What is the best way to develop a strong sense of having something to protect
In HPMOR Eliezer makes “Something to Protect” Harry’s power that the Dark Lord doesn’t have. In Posture for Mental Arts Valentine from CFAR argues that it’s likely a key part of having proper mental posture.
Did any of you make a conscious attempt to develop this sense of having something to protect? If so what worked for you? What didn’t work?
Is there relevant academic research on the topic that’s useful to know?

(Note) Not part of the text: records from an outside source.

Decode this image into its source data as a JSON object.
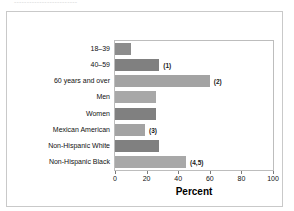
{
  "top_text": {
    "faded_line": "-------------------------"
  },
  "chart_data": {
    "type": "bar",
    "orientation": "horizontal",
    "title": "",
    "xlabel": "Percent",
    "ylabel": "",
    "xlim": [
      0,
      100
    ],
    "xticks": [
      0,
      20,
      40,
      60,
      80,
      100
    ],
    "grid": false,
    "legend": "none",
    "categories": [
      "18–39",
      "40–59",
      "60 years and over",
      "Men",
      "Women",
      "Mexican American",
      "Non-Hispanic White",
      "Non-Hispanic Black"
    ],
    "values": [
      10,
      28,
      60,
      26,
      26,
      19,
      28,
      45
    ],
    "annotations": [
      "",
      "(1)",
      "(2)",
      "",
      "",
      "(3)",
      "",
      "(4,5)"
    ],
    "bar_colors": [
      "#8c8c8c",
      "#808080",
      "#a3a3a3",
      "#a8a8a8",
      "#808080",
      "#a3a3a3",
      "#808080",
      "#a8a8a8"
    ]
  },
  "axis": {
    "tick_0": "0",
    "tick_20": "20",
    "tick_40": "40",
    "tick_60": "60",
    "tick_80": "80",
    "tick_100": "100"
  }
}
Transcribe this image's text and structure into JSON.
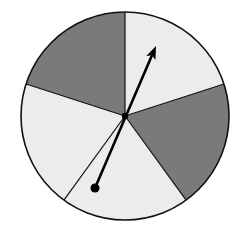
{
  "spinner": {
    "center": [
      125,
      116
    ],
    "radius": 104,
    "sections": [
      {
        "id": "top-right",
        "shade": "light",
        "color": "#ececec",
        "from": [
          125,
          12
        ],
        "to": [
          224,
          84
        ]
      },
      {
        "id": "right",
        "shade": "dark",
        "color": "#7a7a7a",
        "from": [
          224,
          84
        ],
        "to": [
          186,
          200
        ]
      },
      {
        "id": "bottom",
        "shade": "light",
        "color": "#ececec",
        "from": [
          186,
          200
        ],
        "to": [
          64,
          200
        ]
      },
      {
        "id": "left",
        "shade": "light",
        "color": "#ececec",
        "from": [
          64,
          200
        ],
        "to": [
          26,
          84
        ]
      },
      {
        "id": "top-left",
        "shade": "dark",
        "color": "#7a7a7a",
        "from": [
          26,
          84
        ],
        "to": [
          125,
          12
        ]
      }
    ],
    "arrow": {
      "tail": [
        95,
        188
      ],
      "tip": [
        156,
        46
      ]
    },
    "colors": {
      "light": "#ececec",
      "dark": "#7a7a7a",
      "outline": "#111111"
    }
  }
}
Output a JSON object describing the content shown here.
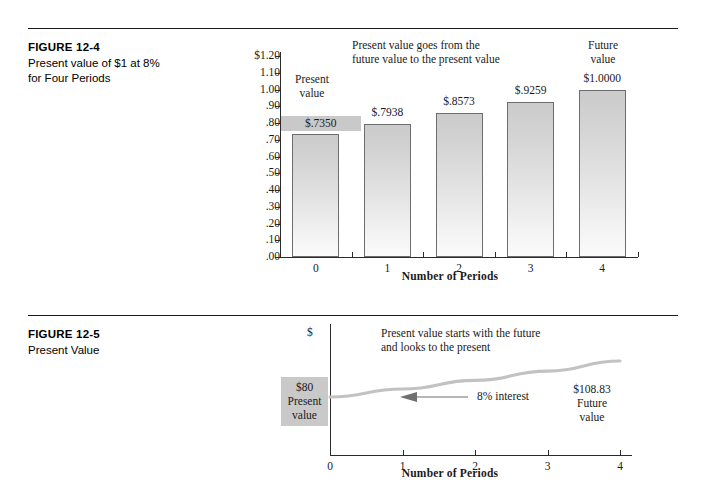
{
  "figures": [
    {
      "number": "FIGURE 12-4",
      "title": "Present value of $1 at 8% for Four Periods",
      "title_line1": "Present value of $1 at 8%",
      "title_line2": "for Four Periods"
    },
    {
      "number": "FIGURE 12-5",
      "title": "Present Value",
      "title_line1": "Present Value",
      "title_line2": ""
    }
  ],
  "chart_data": [
    {
      "type": "bar",
      "title": "Present value of $1 at 8% for Four Periods",
      "xlabel": "Number of Periods",
      "ylabel": "",
      "categories": [
        "0",
        "1",
        "2",
        "3",
        "4"
      ],
      "values": [
        0.735,
        0.7938,
        0.8573,
        0.9259,
        1.0
      ],
      "data_labels": [
        "$.7350",
        "$.7938",
        "$.8573",
        "$.9259",
        "$1.0000"
      ],
      "ylim": [
        0.0,
        1.2
      ],
      "ytick_labels": [
        "$1.20",
        "1.10",
        "1.00",
        ".90",
        ".80",
        ".70",
        ".60",
        ".50",
        ".40",
        ".30",
        ".20",
        ".10",
        ".00"
      ],
      "ytick_values": [
        1.2,
        1.1,
        1.0,
        0.9,
        0.8,
        0.7,
        0.6,
        0.5,
        0.4,
        0.3,
        0.2,
        0.1,
        0.0
      ],
      "grid": false,
      "legend": "none",
      "annotations": {
        "top_note_line1": "Present value goes from the",
        "top_note_line2": "future value to the present value",
        "left_label_line1": "Present",
        "left_label_line2": "value",
        "right_label_line1": "Future",
        "right_label_line2": "value"
      },
      "highlighted_label_index": 0,
      "bar_fill_top": "#cbcbcb",
      "bar_fill_bottom": "#fbfbfb",
      "bar_border": "#6d6d6d",
      "highlight_color": "#c9c9c9"
    },
    {
      "type": "line",
      "title": "Present Value",
      "xlabel": "Number of Periods",
      "ylabel": "$",
      "categories": [
        "0",
        "1",
        "2",
        "3",
        "4"
      ],
      "x": [
        0,
        1,
        2,
        3,
        4
      ],
      "values": [
        80.0,
        86.4,
        93.31,
        100.78,
        108.83
      ],
      "xlim": [
        0,
        4
      ],
      "grid": false,
      "legend": "none",
      "curve_color": "#c2c2c2",
      "annotations": {
        "top_note_line1": "Present value starts with the future",
        "top_note_line2": "and looks to the present",
        "present_value_amount": "$80",
        "present_value_line1": "Present",
        "present_value_line2": "value",
        "future_value_amount": "$108.83",
        "future_value_line1": "Future",
        "future_value_line2": "value",
        "interest_label": "8% interest",
        "arrow_direction": "left"
      },
      "highlight_color": "#c9c9c9"
    }
  ]
}
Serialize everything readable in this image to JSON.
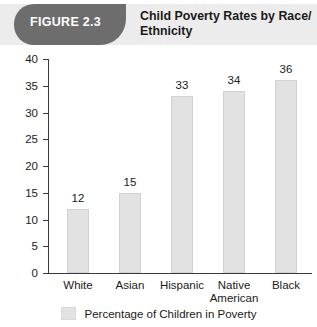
{
  "figure": {
    "banner_label": "FIGURE 2.3",
    "title": "Child Poverty Rates by Race/ Ethnicity",
    "banner_color": "#6d6d6d",
    "header_background": "#ececec"
  },
  "chart_data": {
    "type": "bar",
    "title": "Child Poverty Rates by Race/ Ethnicity",
    "categories": [
      "White",
      "Asian",
      "Hispanic",
      "Native American",
      "Black"
    ],
    "values": [
      12,
      15,
      33,
      34,
      36
    ],
    "value_labels": [
      "12",
      "15",
      "33",
      "34",
      "36"
    ],
    "xlabel": "",
    "ylabel": "",
    "ylim": [
      0,
      40
    ],
    "ytick_labels": [
      "0",
      "5",
      "10",
      "15",
      "20",
      "25",
      "30",
      "35",
      "40"
    ],
    "ytick_values": [
      0,
      5,
      10,
      15,
      20,
      25,
      30,
      35,
      40
    ],
    "grid": false,
    "legend": {
      "position": "bottom",
      "entries": [
        {
          "label": "Percentage of Children in Poverty",
          "color": "#e2e2e2"
        }
      ]
    },
    "bar_color": "#e2e2e2",
    "axis_color": "#3a3a3a"
  }
}
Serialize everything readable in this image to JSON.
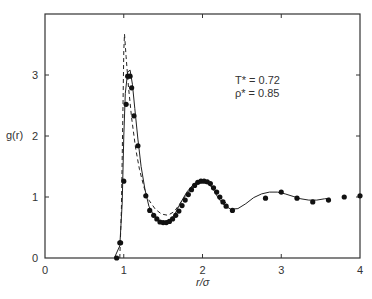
{
  "chart_data": {
    "type": "line",
    "title": "",
    "xlabel": "r/σ",
    "ylabel": "g(r)",
    "xlim": [
      0,
      4
    ],
    "ylim": [
      0,
      3.95
    ],
    "grid": false,
    "x_ticks": [
      "0",
      "1",
      "2",
      "3",
      "4"
    ],
    "y_ticks": [
      "0",
      "1",
      "2",
      "3"
    ],
    "annotations": [
      "T* = 0.72",
      "ρ* = 0.85"
    ],
    "series": [
      {
        "name": "solid curve",
        "style": "solid",
        "x": [
          0.88,
          0.95,
          0.98,
          1.0,
          1.02,
          1.05,
          1.08,
          1.11,
          1.14,
          1.18,
          1.22,
          1.27,
          1.32,
          1.38,
          1.45,
          1.52,
          1.58,
          1.65,
          1.72,
          1.8,
          1.88,
          1.95,
          2.02,
          2.08,
          2.14,
          2.2,
          2.28,
          2.36,
          2.45,
          2.55,
          2.65,
          2.75,
          2.85,
          2.95,
          3.05,
          3.15,
          3.25,
          3.35,
          3.45,
          3.55,
          3.62
        ],
        "y": [
          0.0,
          0.2,
          0.9,
          2.0,
          2.7,
          3.05,
          3.08,
          2.85,
          2.45,
          1.95,
          1.5,
          1.12,
          0.85,
          0.7,
          0.6,
          0.57,
          0.6,
          0.72,
          0.9,
          1.08,
          1.2,
          1.26,
          1.27,
          1.23,
          1.12,
          0.98,
          0.86,
          0.8,
          0.81,
          0.89,
          0.99,
          1.05,
          1.08,
          1.08,
          1.05,
          1.01,
          0.97,
          0.95,
          0.95,
          0.97,
          0.98
        ]
      },
      {
        "name": "dashed curve",
        "style": "dashed",
        "x": [
          0.95,
          0.97,
          0.99,
          1.0,
          1.01,
          1.03,
          1.06,
          1.1,
          1.15,
          1.2,
          1.26,
          1.32,
          1.4,
          1.48,
          1.56,
          1.64,
          1.72,
          1.8,
          1.88,
          1.95,
          2.02,
          2.08,
          2.15,
          2.22,
          2.3
        ],
        "y": [
          0.0,
          0.8,
          2.5,
          3.4,
          3.67,
          3.3,
          2.8,
          2.3,
          1.8,
          1.45,
          1.15,
          0.95,
          0.8,
          0.72,
          0.7,
          0.76,
          0.9,
          1.05,
          1.17,
          1.23,
          1.24,
          1.21,
          1.12,
          1.0,
          0.9
        ]
      },
      {
        "name": "simulation points",
        "style": "markers",
        "x": [
          0.91,
          0.95,
          0.96,
          1.0,
          1.03,
          1.05,
          1.08,
          1.1,
          1.13,
          1.18,
          1.28,
          1.33,
          1.38,
          1.42,
          1.46,
          1.5,
          1.54,
          1.58,
          1.62,
          1.66,
          1.7,
          1.74,
          1.78,
          1.82,
          1.86,
          1.9,
          1.94,
          1.98,
          2.02,
          2.06,
          2.1,
          2.14,
          2.18,
          2.22,
          2.26,
          2.3,
          2.38,
          2.8,
          3.0,
          3.2,
          3.4,
          3.6,
          3.8,
          4.0
        ],
        "y": [
          0.0,
          0.25,
          0.25,
          1.26,
          2.52,
          2.98,
          2.98,
          2.79,
          2.33,
          1.84,
          1.02,
          0.78,
          0.7,
          0.64,
          0.59,
          0.58,
          0.58,
          0.6,
          0.64,
          0.7,
          0.77,
          0.86,
          0.95,
          1.04,
          1.12,
          1.19,
          1.24,
          1.26,
          1.26,
          1.25,
          1.22,
          1.15,
          1.08,
          1.0,
          0.92,
          0.85,
          0.78,
          0.98,
          1.08,
          0.98,
          0.92,
          0.95,
          1.0,
          1.02
        ]
      }
    ]
  }
}
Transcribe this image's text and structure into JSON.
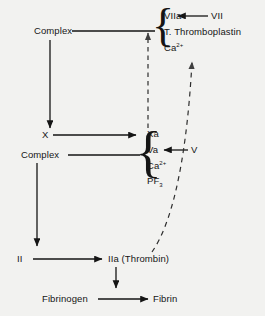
{
  "diagram": {
    "background_color": "#f2f2f0",
    "ink_color": "#151515",
    "nodes": {
      "complex_top": "Complex",
      "complex_mid": "Complex",
      "factor_x": "X",
      "factor_ii": "II",
      "factor_vii": "VII",
      "factor_v": "V",
      "viia": "VIIa",
      "tissue_thromboplastin": "T. Thromboplastin",
      "calcium_top": "Ca",
      "calcium_top_charge": "2+",
      "xa": "Xa",
      "va": "Va",
      "calcium_mid": "Ca",
      "calcium_mid_charge": "2+",
      "pf3": "PF",
      "pf3_sub": "3",
      "iia_thrombin": "IIa (Thrombin)",
      "fibrinogen": "Fibrinogen",
      "fibrin": "Fibrin"
    },
    "braces": {
      "top_brace": "{",
      "mid_brace": "{"
    },
    "arrows": [
      {
        "name": "complex-top-to-viia-cluster",
        "style": "solid",
        "direction": "right"
      },
      {
        "name": "vii-to-viia",
        "style": "solid",
        "direction": "left"
      },
      {
        "name": "complex-top-to-factor-x",
        "style": "solid",
        "direction": "down"
      },
      {
        "name": "factor-x-to-xa",
        "style": "solid",
        "direction": "right"
      },
      {
        "name": "complex-mid-to-xa-cluster",
        "style": "solid",
        "direction": "right"
      },
      {
        "name": "v-to-va",
        "style": "solid",
        "direction": "left"
      },
      {
        "name": "complex-mid-to-factor-ii",
        "style": "solid",
        "direction": "down"
      },
      {
        "name": "factor-ii-to-iia",
        "style": "solid",
        "direction": "right"
      },
      {
        "name": "iia-to-fibrin-arrow",
        "style": "solid",
        "direction": "down"
      },
      {
        "name": "fibrinogen-to-fibrin",
        "style": "solid",
        "direction": "right"
      },
      {
        "name": "xa-feedback-to-viia-cluster",
        "style": "dashed",
        "direction": "up"
      },
      {
        "name": "thrombin-feedback-to-calcium",
        "style": "dashed",
        "direction": "up-curved"
      }
    ]
  }
}
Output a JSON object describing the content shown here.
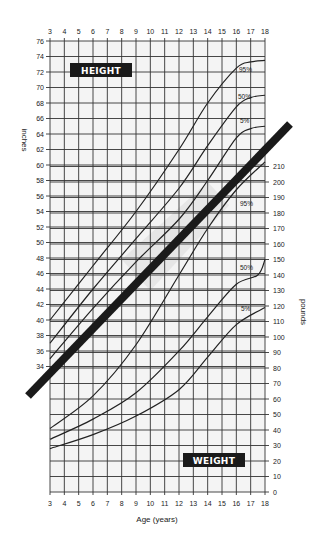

Yesterday I met a teacher with 30 years of experience of, in particular, going on tours with groups of children. (She shared some of her rules with a younger colleague.) This was a humbling experience for me—the level of control of the situation she established as acceptable for herself is impressive, and so is the level of trust her kids and their parents have in her. (Trust I measure here as the number of kids signing up for a tour with a specific teacher, relative to average.)
AFAIU, she reached this efficiency by two methods: 1) when they set off, there’s nothing which is not her fault, and she doesn’t have to like children or dislike them to want them stay healthy, and 2) she respects herself. Over the years, with more and more life experience behind her, this became a single ‘something to protect’ gut feeling.
Hope that helps:)
I think that it is better to start of your thinking on this topic by realizing that it is not necessarily about finding ‘something to protect’. It is primarily about finding something to which you wish to become entwined. This means finding something to care about so deeply that its experiences come to impact your own, not in the myopic and selfish sense, but in the sense that you come to care about it because you become or realise that you already are interconnected with it. For example, If someone you care about is hurt, then you feel pain as well. This is where ‘something to protect’ comes in. Once you care enough about something, then these feelings allow you to overcome the stigmatization, social ostracisation and just general plain old effort that you need to face to become optimal at protecting whatever it is you care about.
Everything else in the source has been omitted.